The Cold War has moved online, and the Red Scare came with it.
Bloomberg Business published a story yesterday casting Eugene Kaspersky, CEO of cybersecurity giant Kaspersky Labs, as a Kremlin flack, selectively targeting U.S. malware and giving a pass to Russian cyberattacks. Mr. Kaspersky has published a mammoth response, tearing down Bloomberg’s accusations and accusing them of throwing facts out the window for the sake of a juicy anti-Russian narrative.
Kaspersky Labs also happened to uncover one of the most pervasive cyber-espionage programs of all time. Whether or not it’s an NSA program, we may never know for sure… |
“It’s been a long time since I read an article so inaccurate from the get-go–literally from the title and the article’s subheading,” Mr. Kaspersky wrote in his titanic take-down of Bloomberg’s story. “So it came as little surprise that a large part of the rest of the article is simply false.

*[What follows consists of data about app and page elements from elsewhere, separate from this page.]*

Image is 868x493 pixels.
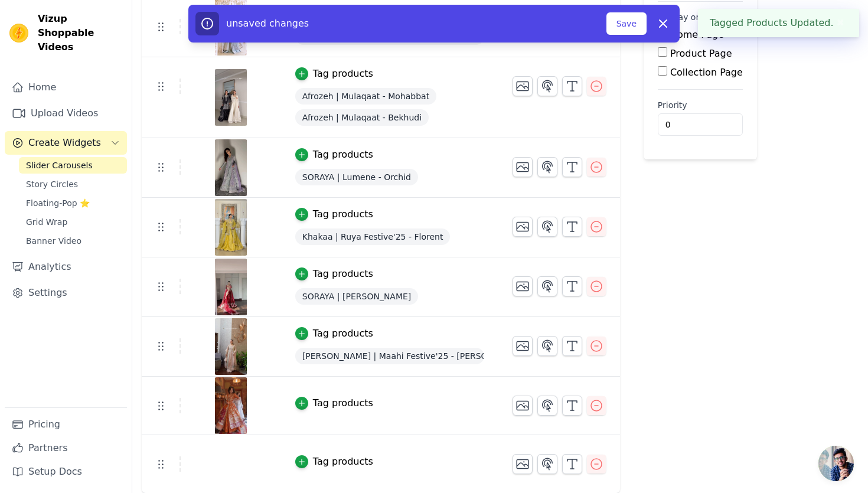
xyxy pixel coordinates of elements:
[19,233,127,249] a: Banner Video
[295,327,373,341] button: Tag products
[513,157,532,177] button: Change Thumbnail
[313,327,373,341] div: Tag products
[295,267,373,281] button: Tag products
[295,288,419,305] span: SORAYA | [PERSON_NAME]
[513,454,532,474] button: Change Thumbnail
[513,396,532,415] button: Change Thumbnail
[818,446,854,481] div: Open chat
[670,48,732,59] label: Product Page
[214,259,247,315] img: reel-preview-2b2641-3.myshopify.com-3721534629581980785_2319925428.jpeg
[5,281,127,305] a: Settings
[295,147,373,162] button: Tag products
[295,348,484,365] span: [PERSON_NAME] | Maahi Festive'25 - [PERSON_NAME]
[19,195,127,212] a: Floating-Pop ⭐
[295,109,429,126] span: Afrozeh | Mulaqaat - Bekhudi
[214,199,247,256] img: reel-preview-2b2641-3.myshopify.com-3720853005252954957_2319925428.jpeg
[214,140,247,196] img: reel-preview-2b2641-3.myshopify.com-3710667857857379980_2319925428.jpeg
[26,197,90,209] span: Floating-Pop ⭐
[606,13,647,35] button: Save
[295,67,373,81] button: Tag products
[26,235,82,247] span: Banner Video
[5,102,127,126] a: Upload Videos
[313,147,373,162] div: Tag products
[5,255,127,279] a: Analytics
[658,99,742,111] label: Priority
[214,69,247,126] img: reel-preview-2b2641-3.myshopify.com-3709349777902466604_2319925428.jpeg
[295,455,373,469] button: Tag products
[19,176,127,193] a: Story Circles
[313,67,373,81] div: Tag products
[295,229,451,245] span: Khakaa | Ruya Festive'25 - Florent
[19,214,127,231] a: Grid Wrap
[295,396,373,410] button: Tag products
[295,207,373,221] button: Tag products
[214,318,247,375] img: reel-preview-2b2641-3.myshopify.com-3720172290500763015_2319925428.jpeg
[295,169,418,185] span: SORAYA | Lumene - Orchid
[513,336,532,356] button: Change Thumbnail
[5,75,127,99] a: Home
[5,437,127,460] a: Partners
[5,413,127,437] a: Pricing
[513,276,532,296] button: Change Thumbnail
[214,436,247,492] img: reel-preview-2b2641-3.myshopify.com-3723041603473678911_2319925428.jpeg
[670,67,742,78] label: Collection Page
[513,217,532,237] button: Change Thumbnail
[313,455,373,469] div: Tag products
[313,207,373,221] div: Tag products
[19,157,127,174] a: Slider Carousels
[28,136,101,150] span: Create Widgets
[313,267,373,281] div: Tag products
[26,159,92,171] span: Slider Carousels
[513,76,532,96] button: Change Thumbnail
[226,18,309,29] span: unsaved changes
[5,131,127,154] button: Create Widgets
[214,377,247,434] img: reel-preview-2b2641-3.myshopify.com-3722332932980670046_2319925428.jpeg
[295,88,436,104] span: Afrozeh | Mulaqaat - Mohabbat
[26,178,78,190] span: Story Circles
[5,460,127,484] a: Setup Docs
[26,216,67,228] span: Grid Wrap
[313,396,373,410] div: Tag products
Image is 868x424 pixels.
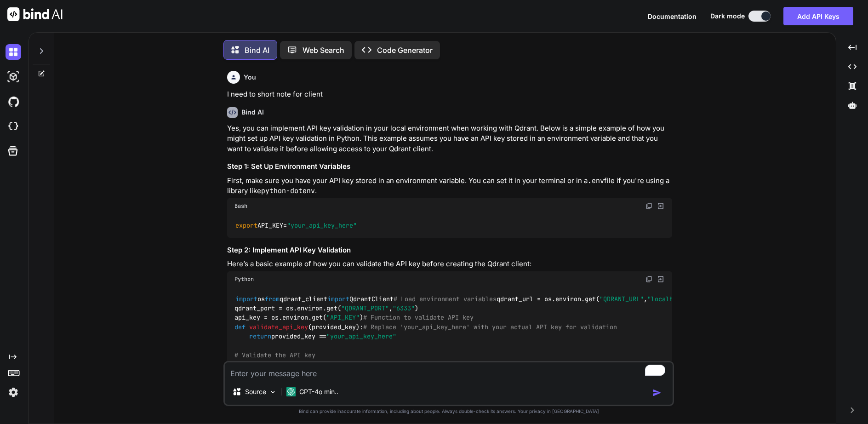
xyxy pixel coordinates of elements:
[234,275,254,283] span: Python
[227,176,672,196] p: First, make sure you have your API key stored in an environment variable. You can set it in your ...
[647,12,696,21] button: Documentation
[234,202,247,210] span: Bash
[249,332,271,340] span: return
[656,275,665,283] img: Open in Browser
[234,351,315,359] span: # Validate the API key
[710,12,744,21] span: Dark mode
[234,323,246,331] span: def
[265,295,279,303] span: from
[326,332,396,340] span: "your_api_key_here"
[588,176,604,185] code: .env
[269,388,277,396] img: Pick Models
[227,245,672,256] h3: Step 2: Implement API Key Validation
[261,186,315,195] code: python-dotenv
[6,119,21,134] img: cloudideIcon
[6,44,21,60] img: darkChat
[656,202,665,210] img: Open in Browser
[249,323,308,331] span: validate_api_key
[645,275,652,283] img: copy
[394,295,497,303] span: # Load environment variables
[287,222,356,230] span: "your_api_key_here"
[645,202,652,210] img: copy
[6,69,21,85] img: darkAi-studio
[783,7,853,25] button: Add API Keys
[236,222,257,230] span: export
[599,295,644,303] span: "QDRANT_URL"
[244,44,269,55] p: Bind AI
[299,387,338,396] p: GPT-4o min..
[377,44,432,55] p: Code Generator
[227,259,672,269] p: Here’s a basic example of how you can validate the API key before creating the Qdrant client:
[241,108,264,117] h6: Bind AI
[236,295,257,303] span: import
[287,387,295,396] img: GPT-4o mini
[227,89,672,100] p: I need to short note for client
[327,295,349,303] span: import
[243,73,256,82] h6: You
[652,388,661,397] img: icon
[227,123,672,155] p: Yes, you can implement API key validation in your local environment when working with Qdrant. Bel...
[326,314,359,321] span: "API_KEY"
[392,304,415,312] span: "6333"
[268,360,278,369] span: and
[374,360,529,369] span: # Create Qdrant client if API key is valid
[6,384,21,400] img: settings
[312,323,356,331] span: provided_key
[224,362,672,379] textarea: To enrich screen reader interactions, please activate Accessibility in Grammarly extension settings
[647,295,687,303] span: "localhost"
[227,161,672,172] h3: Step 1: Set Up Environment Variables
[223,408,674,415] p: Bind can provide inaccurate information, including about people. Always double-check its answers....
[647,12,696,20] span: Documentation
[341,304,389,312] span: "QDRANT_PORT"
[234,360,242,369] span: if
[363,314,473,321] span: # Function to validate API key
[245,387,266,396] p: Source
[363,323,617,331] span: # Replace 'your_api_key_here' with your actual API key for validation
[6,94,21,109] img: githubDark
[7,7,63,21] img: Bind AI
[303,44,344,55] p: Web Search
[234,221,357,230] code: API_KEY=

Speculations, assumptions and unfair conclusions based on incorrect facts.”
One of the most suspect accusations from Bloomberg is the idea that Kaspersky Labs is constantly outing spy programs by the United States and its allies, but that “it’s yet to look at Russia.” Well, Kaspersky Labs has always been very aloof about attribution—cybersecurity researchers almost always leave it to the peanut gallery of analysts and journalists to accuse one nation or another of being the aggressor. But in almost a dozen instances, Kaspersky has uncovered cyberattacks that are widely accepted to be Russian spy programs.
It’s pretty standard marketing practice for a cybersecurity firm to run a blog where they expose state-sponsored malware programs and embarrassing governments in the process—it’s how the world learns of some of the most sinister, pervasive espionage programs in history. But that speaks more to Mr. Kaspersky’s business acumen than it does to his politics.
Another accusation is the tired idea that Mr. Kaspersky once worked for the KGB.
“Let me spell it out and use a few capitals,” Mr. Kaspersky wrote. “I’ve NEVER worked for the KGB.”
Instead, Mr. Kaspersky worked for the Russian Ministry of Defense when he graduated from a college program from a school that was sponsored in part by the KGB.
Mr. Kaspersky took his shots at Bloomberg along the way: calling them bad journalists and sensationalists. Ultimately, he used a cybersecurity metaphor to characterize Bloomberg’s story:
“Much like our antivirus often does, they performed a full system scan –and found nothing,” Mr. Kaspersky wrote. “It’s like a halal or kosher stamp – check! External audit successfully passed.”
Here’s Kaspersky Labs’ official, less colorful response to Bloomberg’s article:
An article has been published in Bloomberg Businessweek about Kaspersky Lab including factual inaccuracies and relying on anonymous, third-party information from “former and current employees.” The story is more an opinion piece rather than a factual investigative story. We will be working with the publication to correct misinformation and to provide additional factual information.